It’s been more than a week since I posted my last review, which puts me behind schedule! For those of you who eagerly await each new post of mine, and are disappointed by this lag, bless you and I apologize. For those of you who don’t mind a little wait as long as the reviews are good and helpful, bless you too. You guys are all awesome. I’ve been looking for a job (as an editor, of course), beta reading a friend’s manuscript, reading four books, and writing my own, among other things. I could tell you all about Keto Clarity by Jimmy Moore, a book that describes the ketogenic diet that I’ll probably be starting in a couple of weeks, but I don’t know if you’d be interested. If you are, let me know. I did finish The Time Key by Melanie Bateman, and thought you’d like to know about it.
What The Time Key is About
It’s about a time machine that looks like a pocket watch, shadows that move on their own, a man who misses his dead wife and daughter so desperately that he wants to kill himself, and a mugging. Stanley, that man, finds that he holds the Time Key because he saved someone from being mugged, a coincidental diversion from his own suicide attempt. He also finds himself the guardian of a five-inch tall “vaelie,” or fairy-like girl. Stanley’s story, told by an unnamed narrator other than himself, takes him from those dramatic circumstances backwards and forwards in time as he seeks to exorcise his own inner demons and save others whom he meets from demonic shadows as well.
What’s Great About The Time Key
The voice. Oh my goodness, the voice. It’s told, as I mentioned, by a narrator who sounds like someone standing backstage relating what’s happening on stage (Stanley’s life) to someone who can’t see. Take this paragraph, for example:
It is possible that the beginnings of stories are best when they reflect the happy events of life, simple moments that Stanley Becker missed. Or they might observe critical events that can alter and change the path of life. Throughout my travels, I have seen many things and met many people, but none of their stories have impacted me as much as Stanley’s. I often find myself returning to this particular night, where I see Stanley’s hunched figure motionless in the cold December night of 1897.
It’s that voice, the slight distance of it from Stanley’s heart, that balances out the dramatic events of his life after he gets the Time Key. If it were told in first-person, from his point of view, as he goes from abject depression to elation and back and forth all over time, I wouldn’t have been able to read to the end. I would’ve been too stressed.
Stanley himself is a good, sweet character too. He’s real and broken, but a very good person at heart who tries to protect as many people as he can.
What Could Have Been Better
The connection between Stanley, the Time Key, and his desire to be rid of the grief he feels for his wife and daughter was very opportune, and really drove the first half of the book. Who wouldn’t want to wind back the hands of time to be with lost loved ones, if one could? Stanley gets that opportunity, and he takes advantage of it, but (spoiler alert) he can’t stay in the past with them forever and he can’t bring them to his present, so he eventually has to let them go. Once he does, the emotional core of the story is gone. From then on, it’s just Stanley trying to evade the shadows who will kill him for the Time Key and a treasure they think it contains, and trying to rescue the man who gave him the Time Key, who he only met twice and didn’t know. The second half of the book seems almost to be a different story, a good one, but a different one, nonetheless.
Who Would Like This Book
If you like books with magic, you’ll like this book. If you like time travel books, you’ll like this one, although I can’t think of any time travel books that I know of that are similar to this. If you’re looking for romance, you won’t find it in The Time Key. There is a little bit of violence. No swearing, no sex. Some valor. A good amount of happiness.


[Brief]
From the listing below, return each line that includes "name".
• • • • • • •
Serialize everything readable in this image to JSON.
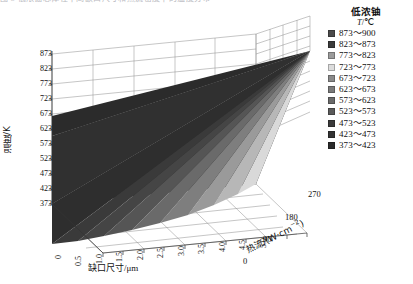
{
  "top_cut_text": "图 5  低浓铀芯体在不同缺口尺寸和热流密度下的温度分布",
  "legend": {
    "title": "低浓铀",
    "unit_symbol": "T",
    "unit_value": "/℃",
    "entries": [
      {
        "label": "873～900",
        "color": "#4a4a4a"
      },
      {
        "label": "823～873",
        "color": "#3b3b3b"
      },
      {
        "label": "773～823",
        "color": "#9b9b9b"
      },
      {
        "label": "723～773",
        "color": "#dcdcdc"
      },
      {
        "label": "673～723",
        "color": "#8a8a8a"
      },
      {
        "label": "623～673",
        "color": "#7a7a7a"
      },
      {
        "label": "573～623",
        "color": "#6a6a6a"
      },
      {
        "label": "523～573",
        "color": "#5a5a5a"
      },
      {
        "label": "473～523",
        "color": "#3a3a3a"
      },
      {
        "label": "423～473",
        "color": "#333333"
      },
      {
        "label": "373～423",
        "color": "#2b2b2b"
      }
    ]
  },
  "axes": {
    "y": {
      "title": "温度/K",
      "ticks": [
        "873",
        "823",
        "773",
        "723",
        "673",
        "623",
        "573",
        "523",
        "473",
        "423",
        "373"
      ]
    },
    "x": {
      "title_cn": "缺口尺寸",
      "title_unit": "/μm",
      "ticks": [
        "0",
        "0.5",
        "1.0",
        "1.5",
        "2.0",
        "2.5",
        "3.0",
        "3.5",
        "4.0",
        "4.5",
        "5.0"
      ]
    },
    "z": {
      "title_cn": "热流",
      "title_unit": "/(W·cm",
      "title_exp": "−2",
      "title_tail": ")",
      "ticks": [
        "0",
        "90",
        "180",
        "270"
      ]
    }
  },
  "chart_data": {
    "type": "surface",
    "title": "",
    "xlabel": "缺口尺寸/μm",
    "ylabel": "温度/K",
    "zlabel": "热流/(W·cm−2)",
    "xlim": [
      0,
      5.0
    ],
    "ylim": [
      373,
      900
    ],
    "zlim": [
      0,
      270
    ],
    "x": [
      0,
      0.5,
      1.0,
      1.5,
      2.0,
      2.5,
      3.0,
      3.5,
      4.0,
      4.5,
      5.0
    ],
    "z": [
      0,
      90,
      180,
      270
    ],
    "grid": true,
    "legend_position": "right",
    "band_edges": [
      373,
      423,
      473,
      523,
      573,
      623,
      673,
      723,
      773,
      823,
      873,
      900
    ],
    "series": [
      {
        "name": "q=0 W·cm−2",
        "values": [
          373,
          373,
          373,
          373,
          373,
          373,
          373,
          373,
          373,
          373,
          373
        ]
      },
      {
        "name": "q=90 W·cm−2",
        "values": [
          560,
          556,
          551,
          545,
          538,
          530,
          520,
          508,
          494,
          477,
          458
        ]
      },
      {
        "name": "q=180 W·cm−2",
        "values": [
          730,
          723,
          715,
          706,
          695,
          682,
          667,
          650,
          630,
          607,
          580
        ]
      },
      {
        "name": "q=270 W·cm−2",
        "values": [
          900,
          890,
          879,
          866,
          852,
          836,
          818,
          797,
          773,
          745,
          713
        ]
      }
    ]
  }
}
• • • • • • •
[Task solution]
        "name": "q=0 W·cm−2",
        "name": "q=90 W·cm−2",
        "name": "q=180 W·cm−2",
        "name": "q=270 W·cm−2",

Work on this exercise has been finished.